On Sept. 3, software development toolmaker JetBrains announced it was changing its licensing model from a perpetual model to a subscription model.
The company’s rationale for creating JetBrains Toolbox is that the new distribution model would cost customers less and simplify management of the licenses. The Toolbox plan also would let customers pick and choose the tools they want to use on a monthly or yearly subscription basis, or select “all products” and get even bigger savings. Further, this model would provide flexibility developers need, in terms of what they want to use and when they want to use it.
JetBrains’ subscription deal would, in theory, allow users to get updates to the software as part of the license. But if they decided not to pay for a particular update—and hence not renew the license—they would not have access to the software they’d already licensed, since the subscription would have lapsed.
Pushback from its customer base was mixed, but mostly negative. One customer wrote on the JetBrains blog announcing the switch: “Oh no, not ANOTHER subscription. Wonderful, now you’ve joined Adobe (CC) and Microsoft (Office 365) in ‘renting’ your software. Not for the benefit of your users, of course, just for your own benefit to get continuous cash coming in every month. Subscriptions are a form of ransom: If you stop paying, your software no longer works. I bought and used AppCode for years, but I hate subscriptions and now I’m going back to Eclipse. Goodbye, greedy Jetbrains!”
To its credit, JetBrains listened and changed the plan. In a blog post on Sept. 18, JetBrains CEO Maxim Shafirov wrote that JetBrains will continue with subscriptions, but would offer a “perpetual fallback” license. This would allow users to continue using the version they had licensed until the customer decides he or she no longer wishes to renew their subscription.

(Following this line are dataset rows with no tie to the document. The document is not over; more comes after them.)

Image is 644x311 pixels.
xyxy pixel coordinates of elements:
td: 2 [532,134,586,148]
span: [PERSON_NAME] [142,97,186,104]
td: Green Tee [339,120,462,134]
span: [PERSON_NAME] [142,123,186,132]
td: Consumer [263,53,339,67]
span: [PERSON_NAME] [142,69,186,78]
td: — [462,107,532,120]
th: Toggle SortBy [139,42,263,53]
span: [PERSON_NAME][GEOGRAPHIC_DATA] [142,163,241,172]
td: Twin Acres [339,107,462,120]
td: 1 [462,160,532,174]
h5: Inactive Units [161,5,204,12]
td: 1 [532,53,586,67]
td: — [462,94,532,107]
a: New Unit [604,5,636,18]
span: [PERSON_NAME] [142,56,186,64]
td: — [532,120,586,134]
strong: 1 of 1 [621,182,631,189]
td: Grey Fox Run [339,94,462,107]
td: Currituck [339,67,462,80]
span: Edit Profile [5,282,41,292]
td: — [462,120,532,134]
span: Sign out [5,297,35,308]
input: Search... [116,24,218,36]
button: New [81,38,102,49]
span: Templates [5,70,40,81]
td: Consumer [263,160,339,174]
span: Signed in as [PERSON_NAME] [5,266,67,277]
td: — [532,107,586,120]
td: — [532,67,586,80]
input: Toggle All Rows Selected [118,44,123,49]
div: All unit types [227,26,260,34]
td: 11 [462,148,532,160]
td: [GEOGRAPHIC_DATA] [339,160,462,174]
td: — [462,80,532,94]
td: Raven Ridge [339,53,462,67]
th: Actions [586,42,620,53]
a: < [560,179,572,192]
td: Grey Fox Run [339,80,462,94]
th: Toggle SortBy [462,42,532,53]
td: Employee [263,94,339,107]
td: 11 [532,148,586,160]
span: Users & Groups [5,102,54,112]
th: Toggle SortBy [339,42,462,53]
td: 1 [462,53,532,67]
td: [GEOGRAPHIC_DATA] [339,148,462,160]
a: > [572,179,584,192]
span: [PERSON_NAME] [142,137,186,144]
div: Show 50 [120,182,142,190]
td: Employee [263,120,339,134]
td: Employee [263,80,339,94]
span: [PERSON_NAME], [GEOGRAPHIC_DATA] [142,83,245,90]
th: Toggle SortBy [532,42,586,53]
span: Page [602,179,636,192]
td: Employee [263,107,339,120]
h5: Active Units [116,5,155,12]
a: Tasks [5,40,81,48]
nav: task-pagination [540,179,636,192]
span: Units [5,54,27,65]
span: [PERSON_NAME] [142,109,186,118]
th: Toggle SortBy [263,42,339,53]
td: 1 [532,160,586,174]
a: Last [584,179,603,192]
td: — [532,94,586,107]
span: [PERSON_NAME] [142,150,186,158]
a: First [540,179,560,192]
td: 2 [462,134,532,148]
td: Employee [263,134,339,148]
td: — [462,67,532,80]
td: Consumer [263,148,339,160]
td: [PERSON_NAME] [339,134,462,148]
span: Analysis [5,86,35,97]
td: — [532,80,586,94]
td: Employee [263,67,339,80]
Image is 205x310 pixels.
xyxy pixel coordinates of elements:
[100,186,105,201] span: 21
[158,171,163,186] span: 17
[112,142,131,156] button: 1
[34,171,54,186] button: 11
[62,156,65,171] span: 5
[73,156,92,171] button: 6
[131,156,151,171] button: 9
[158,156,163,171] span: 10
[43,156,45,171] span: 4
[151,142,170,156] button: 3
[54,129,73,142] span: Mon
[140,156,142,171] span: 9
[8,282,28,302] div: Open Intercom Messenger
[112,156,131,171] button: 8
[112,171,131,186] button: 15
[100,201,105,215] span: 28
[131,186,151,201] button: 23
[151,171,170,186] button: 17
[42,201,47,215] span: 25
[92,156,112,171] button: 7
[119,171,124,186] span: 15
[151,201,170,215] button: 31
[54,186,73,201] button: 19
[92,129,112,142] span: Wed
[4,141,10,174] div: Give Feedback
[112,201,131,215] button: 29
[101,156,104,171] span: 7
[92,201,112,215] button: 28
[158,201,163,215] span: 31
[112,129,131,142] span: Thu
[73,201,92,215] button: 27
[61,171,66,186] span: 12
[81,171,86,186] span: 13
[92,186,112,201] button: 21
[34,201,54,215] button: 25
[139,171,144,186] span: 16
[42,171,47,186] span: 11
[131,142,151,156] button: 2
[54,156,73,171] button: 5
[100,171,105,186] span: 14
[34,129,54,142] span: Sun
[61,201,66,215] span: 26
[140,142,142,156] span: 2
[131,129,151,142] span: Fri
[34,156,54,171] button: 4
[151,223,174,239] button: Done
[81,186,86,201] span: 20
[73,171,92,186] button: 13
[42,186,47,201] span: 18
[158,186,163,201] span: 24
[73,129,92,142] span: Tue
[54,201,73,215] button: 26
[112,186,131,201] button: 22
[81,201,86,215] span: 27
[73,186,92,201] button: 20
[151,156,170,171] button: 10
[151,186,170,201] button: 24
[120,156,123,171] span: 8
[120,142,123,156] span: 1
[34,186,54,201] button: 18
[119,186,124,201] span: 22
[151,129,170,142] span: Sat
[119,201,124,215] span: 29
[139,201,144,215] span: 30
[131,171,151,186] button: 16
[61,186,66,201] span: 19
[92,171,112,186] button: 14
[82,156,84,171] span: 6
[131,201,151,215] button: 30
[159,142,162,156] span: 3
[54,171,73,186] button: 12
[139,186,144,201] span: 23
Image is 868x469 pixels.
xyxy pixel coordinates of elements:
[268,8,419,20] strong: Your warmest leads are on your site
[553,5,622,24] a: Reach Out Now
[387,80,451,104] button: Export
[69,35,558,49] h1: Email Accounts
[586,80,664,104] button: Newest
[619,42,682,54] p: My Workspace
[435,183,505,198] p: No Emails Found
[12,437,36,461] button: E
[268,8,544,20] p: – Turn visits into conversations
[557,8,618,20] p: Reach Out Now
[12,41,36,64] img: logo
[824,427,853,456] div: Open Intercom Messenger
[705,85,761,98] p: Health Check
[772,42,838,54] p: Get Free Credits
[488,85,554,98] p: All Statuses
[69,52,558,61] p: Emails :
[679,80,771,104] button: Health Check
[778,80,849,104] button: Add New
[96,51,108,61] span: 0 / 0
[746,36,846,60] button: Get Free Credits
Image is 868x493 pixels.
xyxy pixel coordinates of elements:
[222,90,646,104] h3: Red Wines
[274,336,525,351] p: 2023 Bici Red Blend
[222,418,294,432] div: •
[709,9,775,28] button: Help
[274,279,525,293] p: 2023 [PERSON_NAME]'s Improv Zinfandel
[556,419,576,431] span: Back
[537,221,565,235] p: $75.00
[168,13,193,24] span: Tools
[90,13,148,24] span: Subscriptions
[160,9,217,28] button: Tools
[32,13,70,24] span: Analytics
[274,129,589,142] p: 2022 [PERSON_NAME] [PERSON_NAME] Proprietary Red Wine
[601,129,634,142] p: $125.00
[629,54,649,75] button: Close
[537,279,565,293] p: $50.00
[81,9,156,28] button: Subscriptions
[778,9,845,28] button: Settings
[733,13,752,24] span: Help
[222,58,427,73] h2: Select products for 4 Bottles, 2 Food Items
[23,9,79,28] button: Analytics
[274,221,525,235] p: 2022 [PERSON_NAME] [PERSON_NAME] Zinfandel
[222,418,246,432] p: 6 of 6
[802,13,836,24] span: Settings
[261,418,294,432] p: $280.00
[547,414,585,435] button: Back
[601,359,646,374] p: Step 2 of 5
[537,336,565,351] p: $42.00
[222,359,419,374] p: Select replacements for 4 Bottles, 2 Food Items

This is available to customers who make one annual payment or who license for 12 consecutive months.
In his blog, Shafirov offered a mea culpa and addressed some concerns raised in regard to the move to subscriptions:
“On September third we announced JetBrains Toolbox—our new developer productivity tools line licensing—to replace the current scheme. The announcement was made after our research, which included surveys with different categories of customers, indicated that it was the right move. The discussions and feedback that we received after the announcement went public showed that we had failed to properly account for all considerable groups of our customers and articulate our reasoning for the move in the announcement message.
“We sincerely apologize for this.”
This is not to single out JetBrains here. Plenty of companies drop new licensing or update models on their customers without warning or input. One of the highest-profile moves of this sort recently was Microsoft’s decision in 2014 to announce that it would no longer offer SharePoint as a standalone server, that all upgrades would be made through Office 365. In essence, it told its customers, who helped make SharePoint a multi-BILLION-dollar business unit, that they had to migrate to the cloud or risk not getting any of the updates Microsoft would be rolling out.
Software companies beta test the newest versions of their software, gaining input prior to final release. Why can’t they work with customers on changes to licensing models prior to imposition? We understand that companies should be able to decide what’s best for business, but if they lose customers because of a tactical error regarding licensing or use of the software, that’s clearly not best for business. Instead, working with customers on a plan they will accept ensures continued business, without the hiccups to the bottom line or public relations nightmares that go with forced upgrades, migrations or changes to the payment plan.